Chinese Nationalist Party (KMT) lawmakers yesterday attacked former Academica Sinica vice president Chen Chien-jen (陳建仁), Democratic Progressive Party presidential candidate Tsai Ing-wen’s (蔡英文) running mate, for alleged plagiarism in a paper he co-authored in 2007.
KMT caucus deputy whip Alicia Wang (王育敏) said that Chen, who was National Science Council deputy director at the time, had been “protected” by Tsai, who was vice premier at the time, and did not have to resign his post.
Wang said Chen and Tsai owed the public an explanation, given that former Council of Agriculture minister Peng Tso-kwei (彭作奎), former deputy minister of defense Andrew Yang (楊念祖) and former minister of education Chiang Wei-ling (蔣偉寧) all resigned from their posts because of plagiarism allegations.
Photo: Liao Chen-huei, Taipei Times
“If Tsai becomes president, is she going to select more political appointees of this kind for the Cabinet? Will she hold political appointees to a higher moral standard?” Wang said.
Former KMT legislator Chiu Yi (邱毅) said the medical journal Cancer found out in January 2007 that a paper Chen co-authored with then-National Taiwan University Hospital vice president Yang Pan-chyr (楊泮池) and another doctor at the hospital had plagiarized other material.
Yang issued an apology and resigned, but Chen claimed not to have read the paper, Chiu said.
Photo: Liao Chen-huei, Taipei Times
“Tsai Ing-wen really likes plagiarizers when she is picking vice-presidential candidates,” KMT Legislator Alex Tsai (蔡正元) said, noting that former Council of Agriculture chairman Su Jia-chyuan (蘇嘉全), Tsai’s running mate in the 2012 poll, had also been accused of plagiarism in his masters’ thesis.
Tsai said that the Cancer incident arose from a citation error that the principal author made in the manuscript, which was discovered by the journal’s evaluating committee and amended by the author prior to the paper’s publication.
“If there was plagiarism, an internationally renowned and authoritative publication such as Cancer would never have published the paper,” she said. “The KMT has always tried to play up partisanship, reports of scandals and blackmail at the end of an election cycle. This is a bad practice.”
Her staff were aware of the allegation against Chen and had already investigated it, she said.
Noting that a Facebook account purporting to belong to Chen appeared on Monday immediately after Tsai’s announcement of her running mate, Tsai said: “It is better to act with honesty and integrity in elections. Little tricks like these are hardly necessary and with only two months left to go, I hope we can all work together to keep this classy.”
Chen also responded to the KMT’s allegations, saying “flawed sentence construction in English” was responsible for the error in the Cancer story and that he was “disappointed” that the KMT has “yet again resorted to negative campaigning.”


What you are asked to do
Return the full listing unchanged, apart from leaving out its images.
============
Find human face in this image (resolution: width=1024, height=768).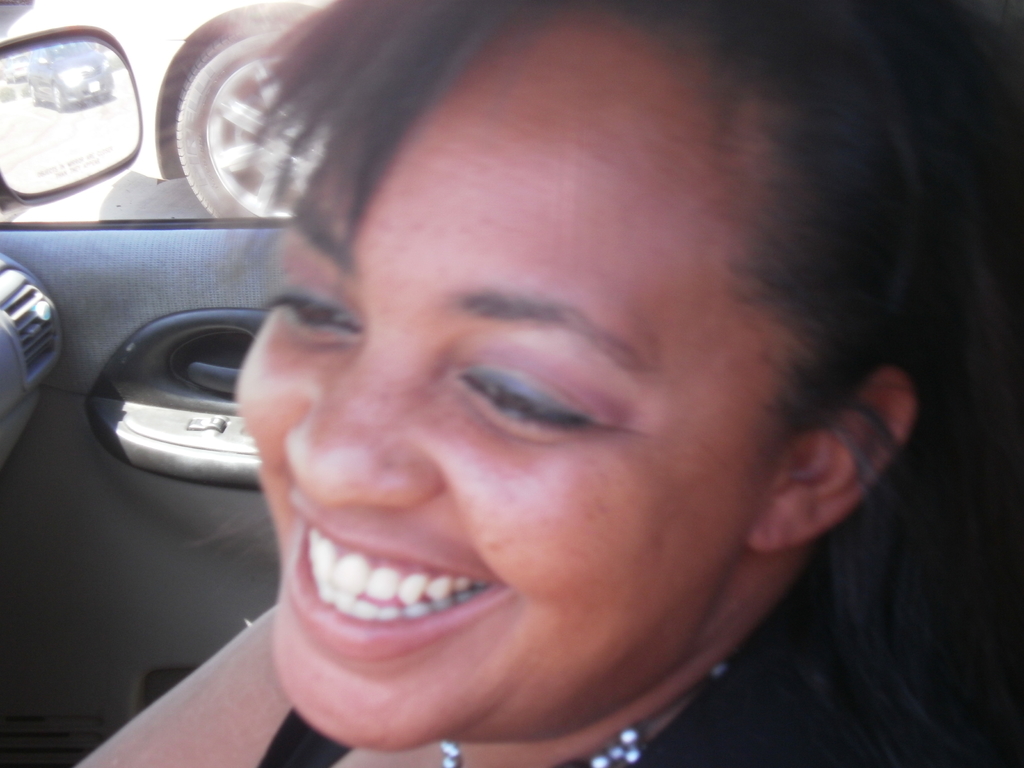
region(236, 4, 747, 748).
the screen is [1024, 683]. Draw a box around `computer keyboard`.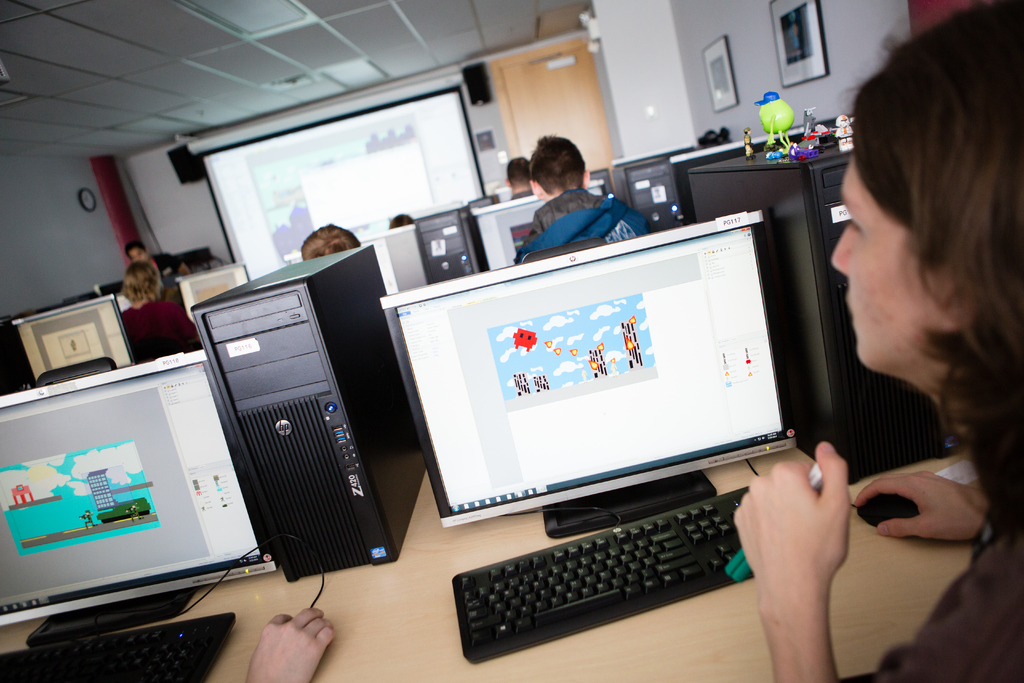
(446, 484, 755, 662).
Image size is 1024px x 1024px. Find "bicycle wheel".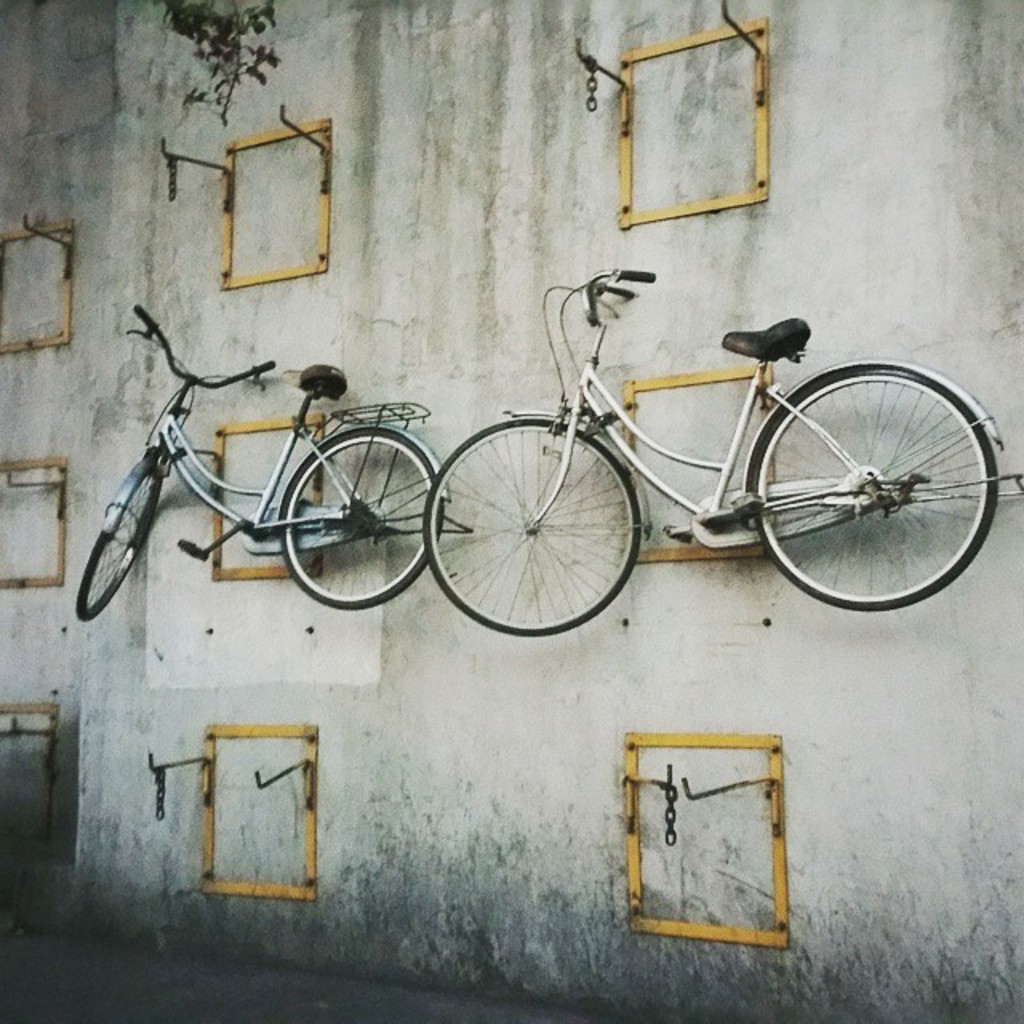
722,370,992,626.
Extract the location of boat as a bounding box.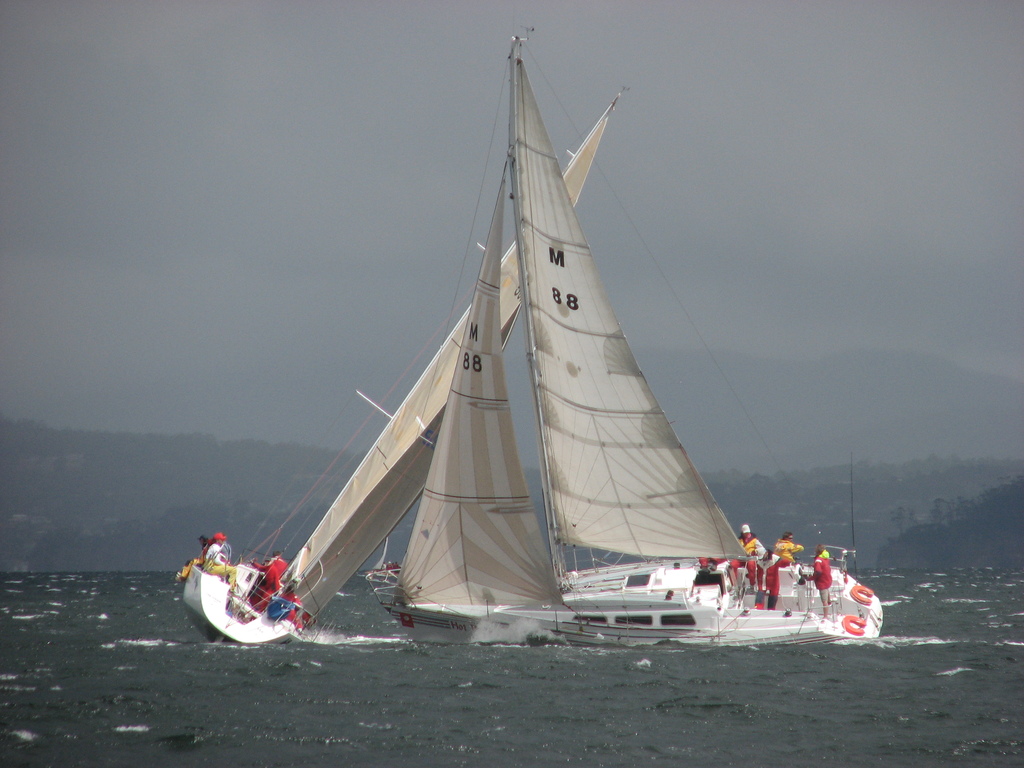
{"left": 502, "top": 19, "right": 771, "bottom": 627}.
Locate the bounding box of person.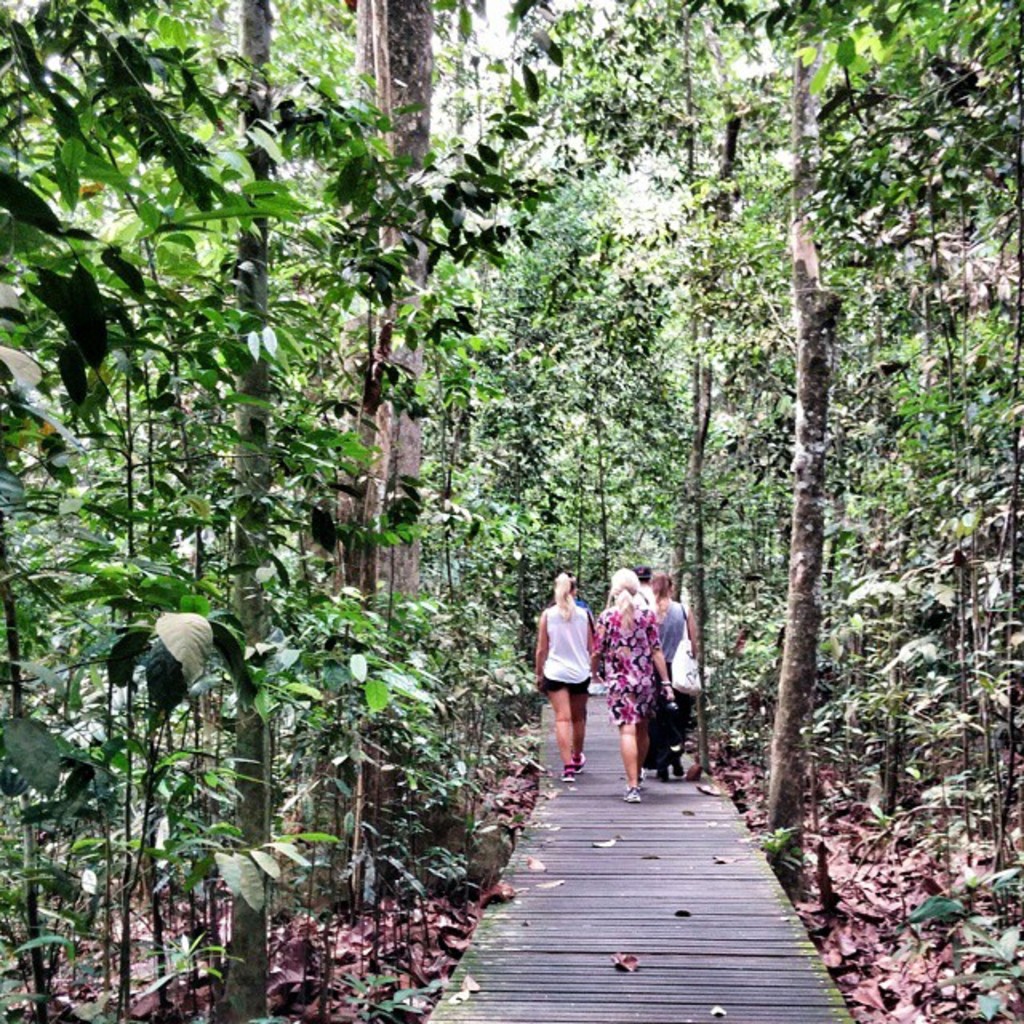
Bounding box: x1=634, y1=562, x2=709, y2=771.
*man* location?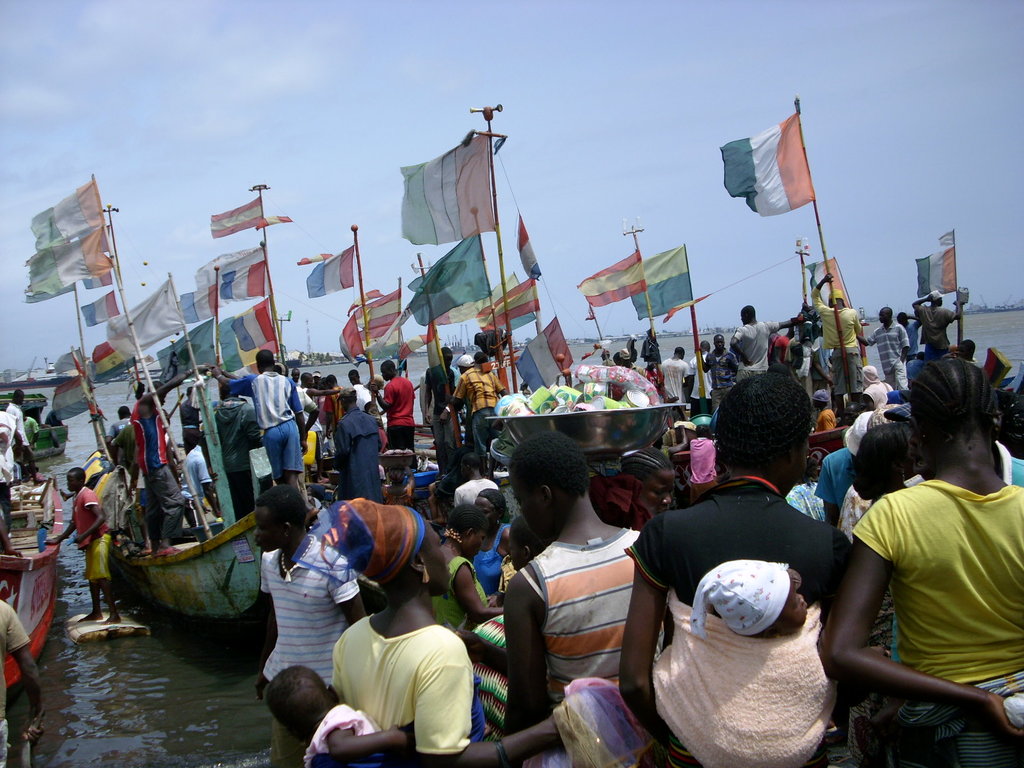
box(436, 352, 515, 466)
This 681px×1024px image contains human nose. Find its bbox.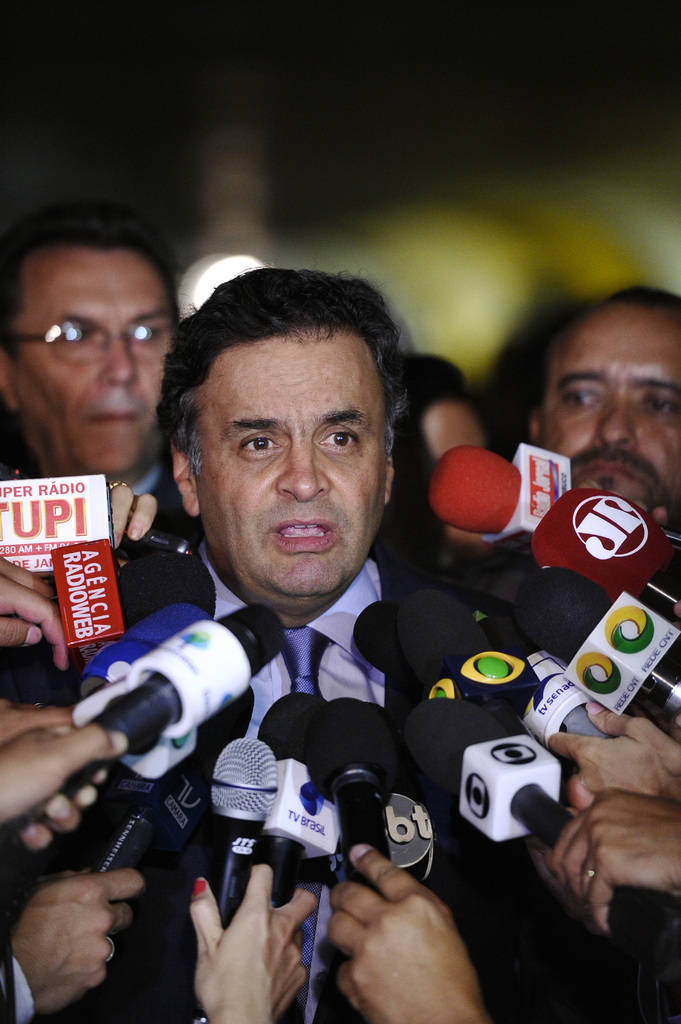
98:333:135:386.
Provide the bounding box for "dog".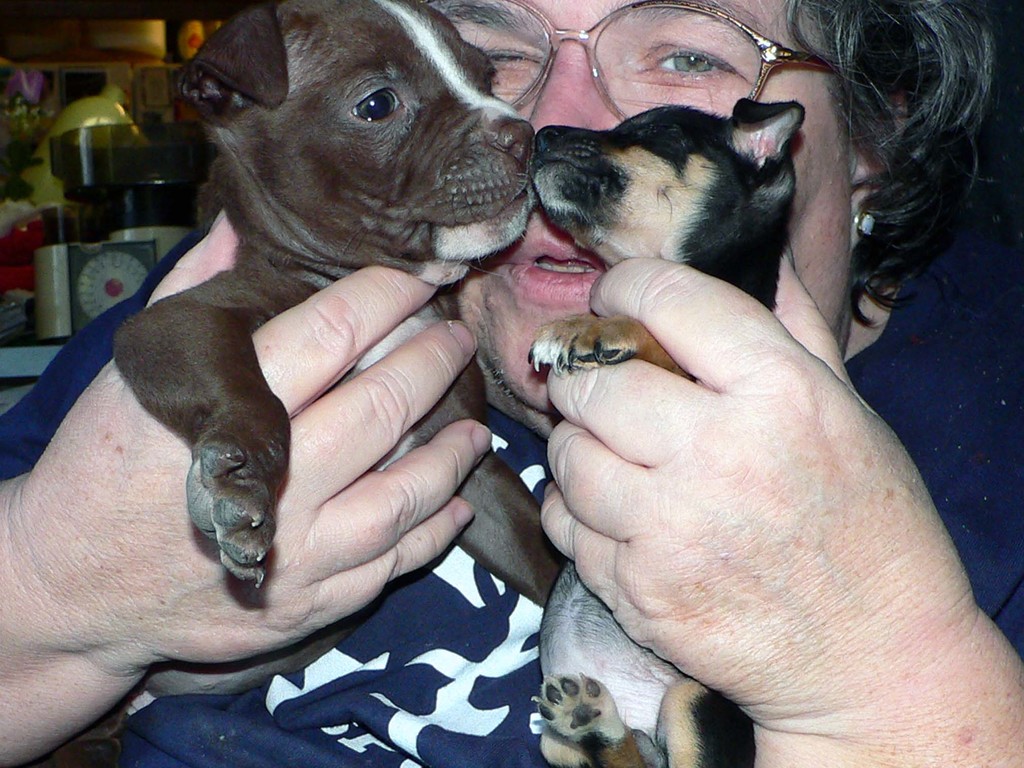
locate(537, 90, 806, 767).
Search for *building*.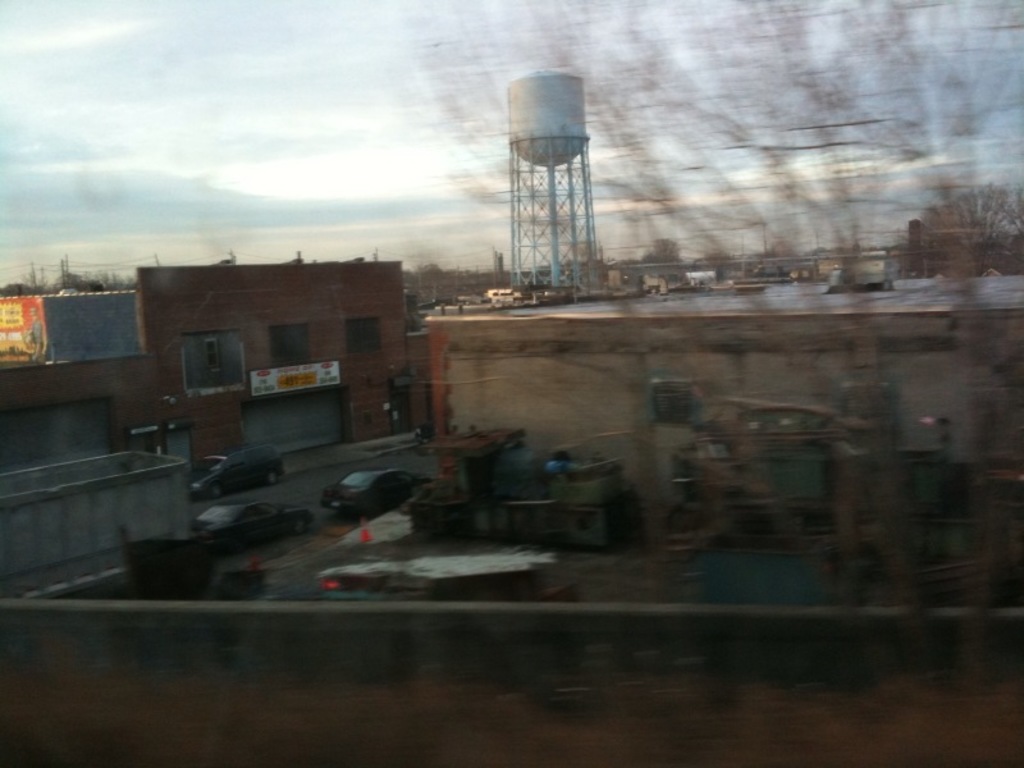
============
Solved exercise
Find human face in this image (resolution: width=1024, height=768).
region(236, 4, 747, 748).
the screen is [1024, 683]. Draw a box around `computer keyboard`.
(446, 484, 755, 662).
Image size is 1024px x 1024px. Find "bicycle wheel".
722,370,992,626.
Extract the location of boat as a bounding box.
{"left": 502, "top": 19, "right": 771, "bottom": 627}.
Locate the bounding box of person.
Bounding box: x1=634, y1=562, x2=709, y2=771.
*man* location?
box(436, 352, 515, 466)
This 681px×1024px image contains human nose. Find its bbox.
98:333:135:386.
Provide the bounding box for "dog".
locate(537, 90, 806, 767).
Search for *building*.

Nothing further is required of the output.